Soon enough, Moser was all in, starting his business in 1972 in New Gloucester, Maine, which, as of 2010, still holds a Shaker community of four. With his wife Mary’s support – they met when he was 14 years old and she was 12 – a career reinvention from academic to woodworker took place. Married for 58 years, the couple has four sons: Matthew, Andrew, Aaron and David.
“I wanted to recapture the craft of the early-19th-century artisans,” Moser said. “I venerate the 19th century.” He liked what Americans produced before factories began to dot the nation in the second half of the 1800s. He said he is “fascinated by Shaker design, the honesty of material, the economy of labor. The Shakers prayed to God with their hands.”
Other influences on Moser include Stickley, the Arts and Crafts movement and Bauhaus design. “My work is derivative,” he said. As for the classic Windsor chair, “the best ones are in America.”
“We are the antithesis of Ikea,” says Moser CEO Bill McGonagle. “We like to say our furniture lasts as long as the time it took the tree to grow.” He joined the company in 2012 after working for another Maine Tom: natural products maker Tom’s of Maine.

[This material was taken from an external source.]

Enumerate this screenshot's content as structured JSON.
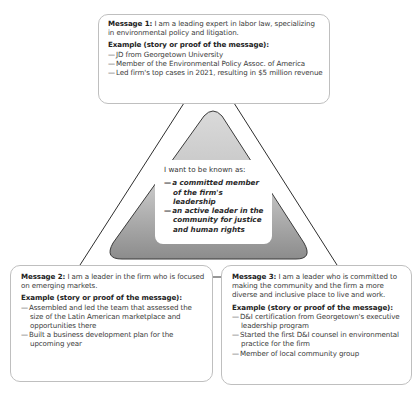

As for the Moser company’s environmental soundness, McGonagle noted, “We have a small footprint.” There are about 200 employees.
“It’s how we source the wood,” which grows no more than 600 miles from the factory and office in Auburn, Maine, he said. “We don’t throw any wood away. We use half of what we buy. The remainder craftsmen buy for their art. Scraps move on to being firewood or sawdust used as bedding.”
The company uses domestic hardwoods only: no teak, no mahogany.
And Moser’s favorite kind of wood? “Cherry,” he said. “It reveals what God put there.”